If this sequence is unchecked, it can lead to a husband becoming frustrated at being used more as a verbal punching bag than a sounding board and he may then react with anger or possibly more frequently, just pull away in sullen silence.

If you recognize this pattern in your own family and marriage, what can you do about it?

At Michelangelo Mindset we have created something we call Michelangelo Parenting and when your children are over the age of seven, when they may be able to think conceptually, that you can include them in.

Our view at Michelangelo Mindset is that just as he saw the sculptures of Angels, David and the pietas inside blocks of marble and carved until he set them free, we believe that inside familial distress and frustration in parenting is a calmness, connectedness and lovingness.

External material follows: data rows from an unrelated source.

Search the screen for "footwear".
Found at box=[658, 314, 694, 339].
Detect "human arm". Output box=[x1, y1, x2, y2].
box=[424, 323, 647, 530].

A way for you to carve and set free those positive feelings as young parents and then as a family, is to do the following check in with each other every day, and if possible at 6 pm later on when you’re having dinner together (and which research consistently makes for a healthy family and mentally healthy children):

  • 1- What is one thing each of us felt upset about today?

  • 2- What did it immediately make each of us want to do (our immediate impulse)?

  • 3- What did each of us do?

  • 4- How did that turn out?

  • 5- What was a lesson we could take from that so we can handle such upsets better in the future? 

If you are one of those young mothers who can become highly self-critical at yourself for your impatience and unloving feelings towards your young children, be sure to share those thoughts and feelings with your husband/partner.

And if you are that husband/partner, be sure to reassure your wife/partner what a wonderful loving mother she is and that every mothers occasionally feel the way she does.

Over time, this will become an increasingly easy conversation to have because when a frustrated mom reaches out to her husband to share the upset she feels toward herself instead of blaming him for something, it will make it easier for him to empathize and be compassionate.

These five steps when done consistently can help everyone in a family develop and value one of the most important habits that can lead to happy and successful lives and that habit is self-restraint.